The gang war that forced an alleged triad boss to flee Macau for the safety of Vancouver was a fight for control of the lucrative criminal activity tied to casinos, an expert on Asian organized crime testified Thursday at an immigration hearing.

Det. James Fisher, a former gang expert for the Criminal Intelligence Service of Canada and now a member of British Columbia's joint Counter-Exploitation Unit, said the dispute was playing out on the streets of Macau in 1996, when Lai Tong Sang arrived in Canada with his family.

"The point of conflict was who would control the VIP rooms and the control of the VIP rooms was important because it would give access to profit through criminal enterprises," Fisher testified.

According to intelligence from other police forces, Fisher said foreign nationals were offered junkets to the casinos, where they gambled and spent their way into the debt of the gangs, in the form of either cash or favours.

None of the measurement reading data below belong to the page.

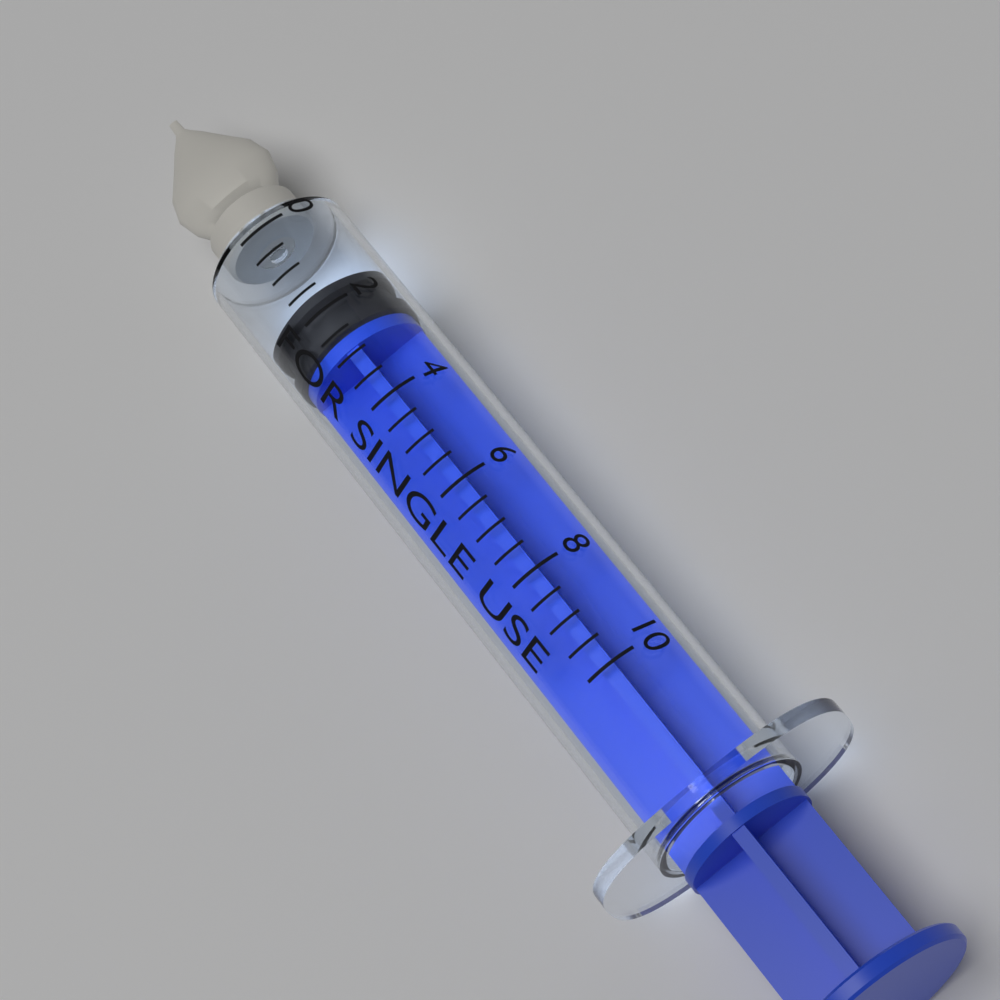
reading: 1.5 (no unit)
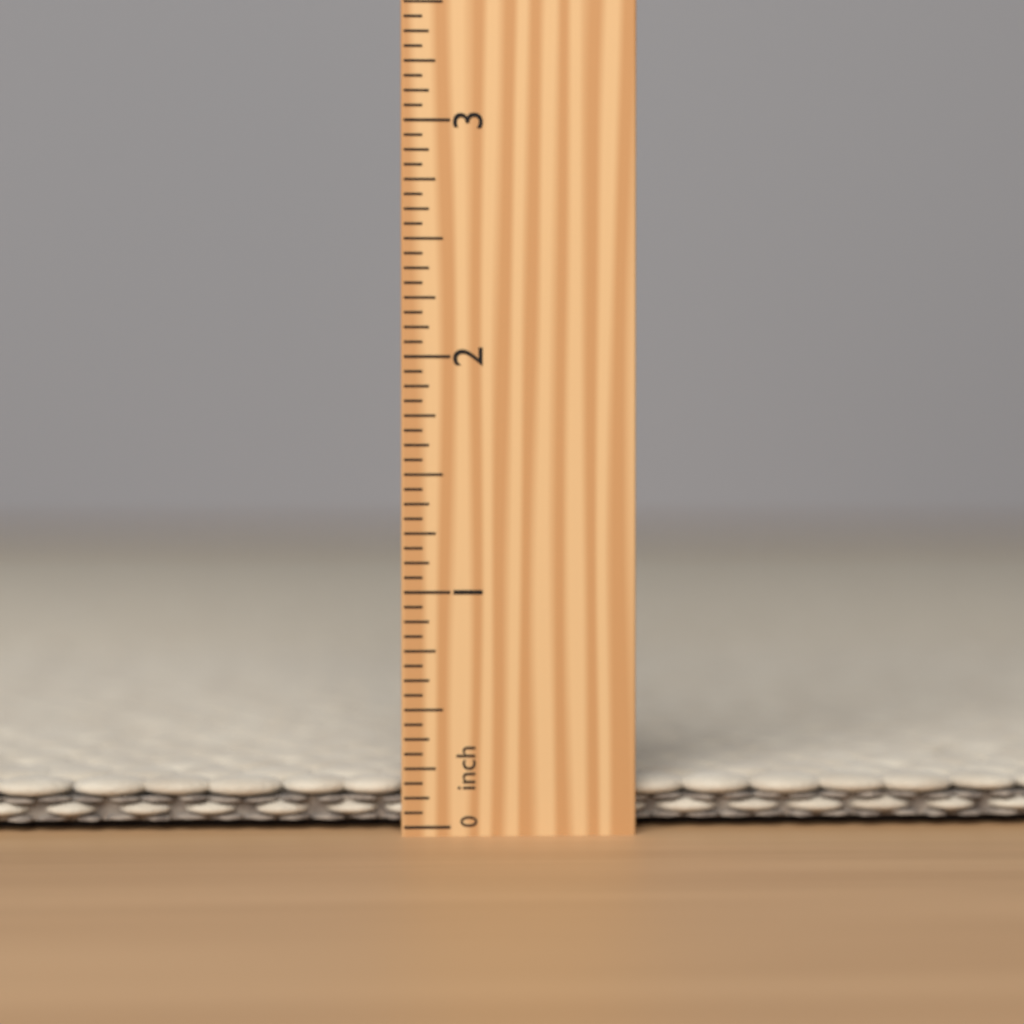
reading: 0.1875 inch
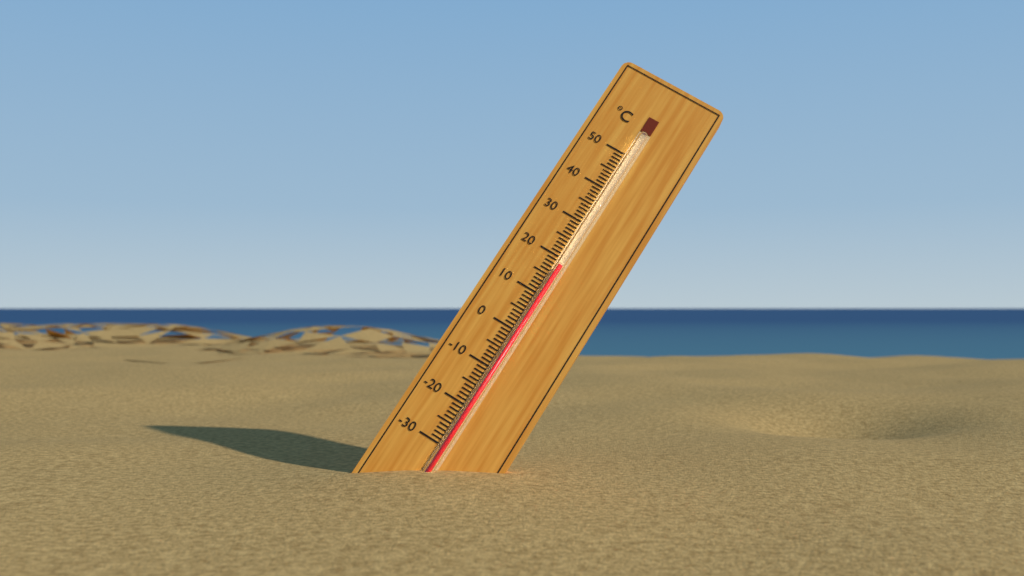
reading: 18 °C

Police believe on one side of the bloodshed was the Shui Fung, or Water Room gang, headed by Lai. On the other end the Macau branch of 14K, purportedly the second-largest triad in the world, headed by a notorious gangster known as Broken Tooth Koi.

"My knowledge was that Shui Fung members were involved in violent confrontations with 14K members and were being investigated for offences that ranged from assault to homicide," Fisher said.